Dickering over Philip K. Dick
This week’s New Yorker has an excellent appraisal of Philip K. Dick by Adam Gopnik. You can read it here.
Dick, for those who’ve only recently tuned into this blog, is a writer whose work I’ve been following closely for 30 years. I’ve read almost all of his books (I’m still trying to get through the excruciating mainstream novel “Voices from the Street” — if “trying to get through” means “allowing it to collect dust on my nightstand.”), as well as a few biographies. Gopnik does a good job of looking at Dick’s body of work, correcting some strongly held bad judgments or misperceptions by Dick’s ardent admirers, and placing him where he more aptly belongs. Among other salient points, he:
- locates Dick as a satirist, alongside Swift, identifying “The Three Stigmata of Palmer Eldritch” as a take on middle-class escapism, “Clans of the Alphane Moon” as a take on the Johnson-Nixon years, and “Ubik,” most hilariously, as a perverse cultural wish-fulfillment dream, one where people can actually speak with the dead, “but, when you go to speak with them, there is static and missed connections and interference, and then you argue over your bill.”

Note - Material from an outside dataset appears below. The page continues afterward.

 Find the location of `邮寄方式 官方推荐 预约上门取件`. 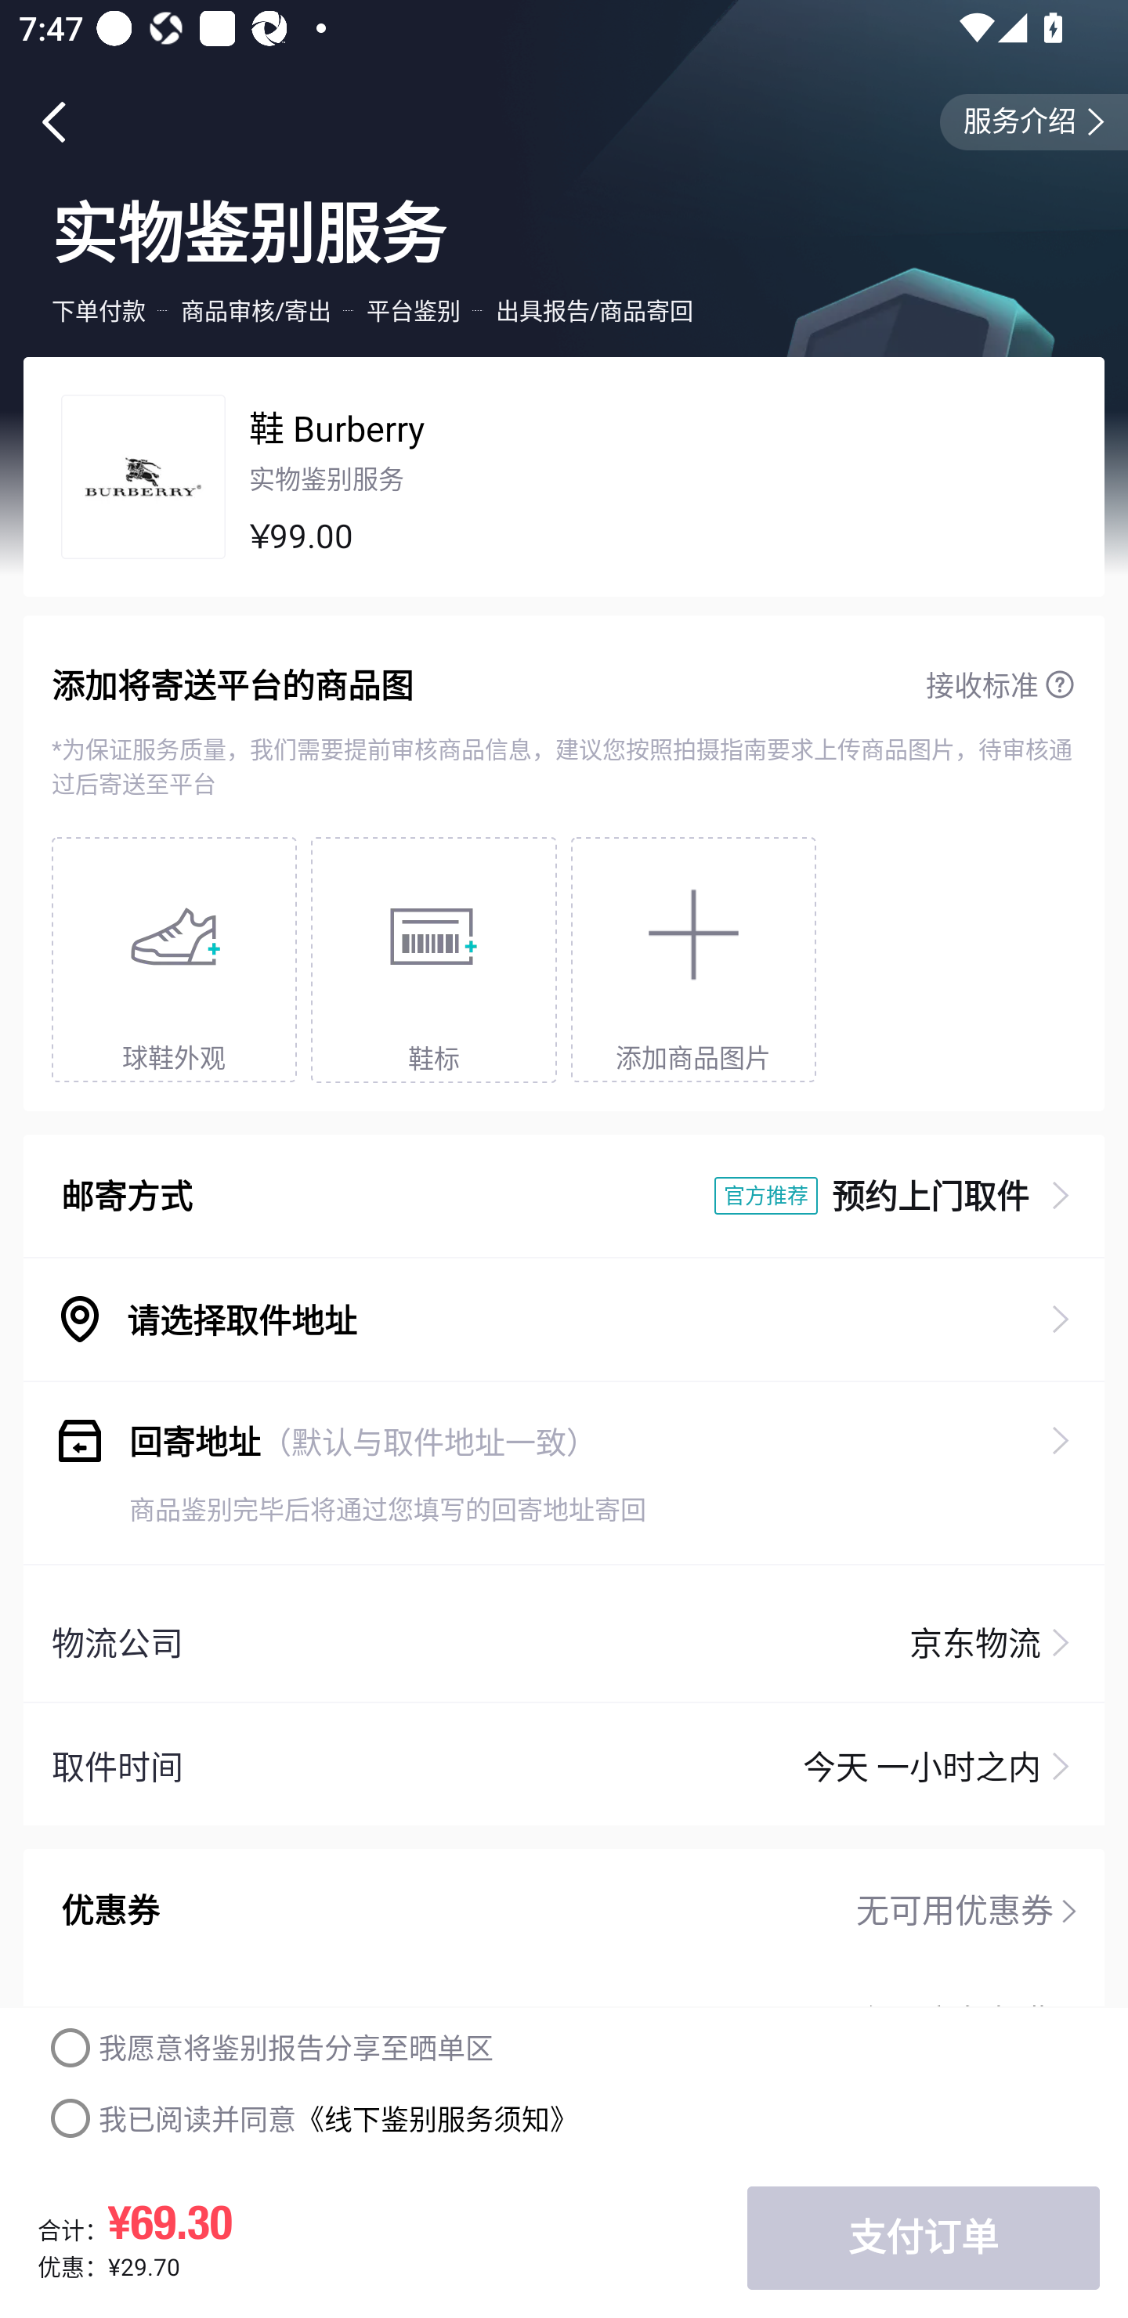

邮寄方式 官方推荐 预约上门取件 is located at coordinates (563, 1196).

- downgrades “The Man in the High Castle” (“the book that made Dick famous”) in favor of “his masterpiece,” “Ubik.” I concur, but would add a masterpiece: “Confessions of a Crap Artist.”
- corrects the notion that Dick was somehow neglected in his lifetime. “You can find unfairly neglected writers in America; Dick, with a steady and attentive transatlantic audience, was never one of them.” Let me just say that, somehow, in a house in the woods of southern New Jersey far from any bookstore and in the early 1970’s before the creation of Amazon.com, that house somehow had dozens of Philip K. Dick books. So he couldn’t have been that obscure.
- and, finally, he concludes that while “all this remains thrilling and funny … the trouble is that, much as one would like to place Dick above or alongside Pynchon and Vonnegut — or, for that matter, Chesterton or Tolkien — as a poet of the fantastic parable he was a pretty bad writer. Though his imagination is at least the equal of theirs, he had, as he ruefully knew, a hack’s habits….” While I disagree that Dick won’t be ranked alongside Vonnegut (he already is), or, for some of us, above Tolkien, I will repeat what I said years ago to a friend: “Nobody reads Philip K. Dick for the writing.”
Perhaps Gopnik’s most salient point, in an essay that is overall very smart about its subject and filled with insight, may be this, from his opening:
“There’s nothing more exciting to an adolescent reader than an unknown genre writer who speaks to your condition and has something great about him. … The combination of evident value and apparent secrecy makes Elmore Leonard fans feel more for their hero than Borges lovers are allowed to feel for theirs. … Eventually, enough of these secret fans grow up and get together, and the writer is designated a Genius, acquiring all the encumbrances of genius: fans, notes, annotated editions, and gently disparaging comprehensive reviews.”
Guilty as charged, your honor. But… what is the downside? All readers hope to find writers who “speak to their condition.” In adolescence it may be Philip K. Dick; in college it may be Chaucer and Beckett. In middle adulthood, heaven help us, we may light a pipe and start reading Updike seriously. If we want writers who don’t speak to us, I’m sure we can find them. Personally, I could start reading Mitch Albom, or all those people who write books about their dog.
Philip K. Dick never believed anything directly in front of him. I don’t know why, but neither have I. I wish the bad writing were better, but I can overlook it because the rest of the view is so eye-opening. I’m glad Gopnik doesn’t hold Dick’s science fiction genre against him. As I remind my students, Samuel Beckett, darling of existentialist artists, was a fan of detective fiction. Just because it’s genre doesn’t mean it isn’t worthy.
August 18th, 2007 at 4:46 pm
Recently read PKD’s novel THE ZAP GUN, complete with ‘alien slavers from Sirius’. While it can be seen as a satire on the arms race, it also features lots of the author’s ponderings on matters cosmic. When I finished it I had the feeling that it was either profound or just confusing. Perhaps both.
What irks me is how much attention is paid to Dick and how little to peers like Robert Sheckley, William Tenn, R.A. Lafferty, Cordwainer Smith and (early) J.G. Ballard. Also Thomas M. Disch.
August 20th, 2007 at 1:43 am
Add Fedric Brown to Roesberg’s list.
FREDRIC BROWN?
Yes, just because he (and PKD) made prose look easy, don’t confuse it with bad writing.
August 29th, 2007 at 9:44 am
Yes, the Zap Gun was weird and curious but slightly pointless!
PKD’s prose style is readable enough (although I’ve met people who can’t read him because of it). Most people write faster and with a poorer style than normal under the influence of amphetamines. But with PKD the speed paranoia fueled and informed his work.
What about writers like Jack Vance who had a unique prose style?